Chemical Abortion and the Law
You may have read that last week, the U.S. Supreme Court declined to hear a challenge to a law regulating chemical abortion in Arkansas. The law requires chemical abortion vendors to partner with doctors who have hospital admitting privileges. As a result, two Arkansas abortion centers that do only chemical (and not surgical) abortions, and which cannot find willing partners, are expected to shut down.
This is encouraging not only for Arkansas—where at least 608 chemical abortions took place in 2014, the last year for which data is available—but for the pro-life movement nationally. The implications are significant.
Over the last few years, the abortion lobby has emphasized the strategy of expanding chemical abortion. Industry-friendly publications like Marie Claire and The Guardian have openly mused about a future in which abortion pills are available over the counter, bypassing clinics and all the regulation that goes with them.
This would be disastrous not only for the babies at risk of death and the women at risk of complications, but also for women with wanted pregnancies. There is simply no way to increase access to abortion pills for women without also increasing it for abusive men, who have already shown their willingness to force chemical abortions by slipping pills into their partners’ drinks. And those cases are just the tip of the iceberg; since chemical abortion mimics a natural miscarriage, most victims have no idea what has happened.
Last October, the ACLU filed a lawsuit in the United States District Court for the District of Hawai’i, seeking to make abortion pills available in retail pharmacies like CVS and Walgreen’s. Although this case doesn’t involve removing the prescription requirement (yet), other safeguards to screen out abusers—such as the requirements that vendors receive training and certification from the manufacturer, maintain signed patient agreement forms, and supervise the dispensation of the pills—are very much on the ACLU’s chopping block. Those legal proceedings have been delayed, and the government defendants are expected to respond by the end of this month.
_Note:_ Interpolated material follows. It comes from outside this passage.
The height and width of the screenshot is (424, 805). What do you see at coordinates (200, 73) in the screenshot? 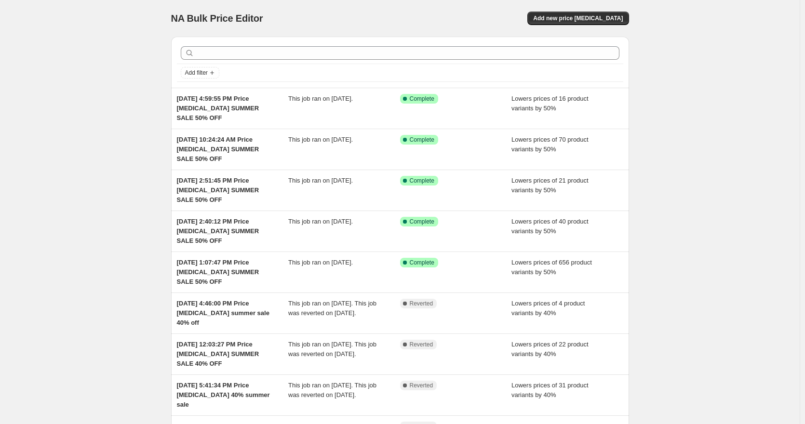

It’s hard to believe that the Supreme Court which declined to intervene in the Arkansas chemical abortion case would buy the ACLU’s arguments for chemical abortion expansion in the Hawai’i case. Stranger things have happened, and Secular Pro-Life will continue to monitor the proceedings, but I would not be feeling optimistic if I were an ACLU attorney. That’s bad news for abusers, and great news for mothers and children.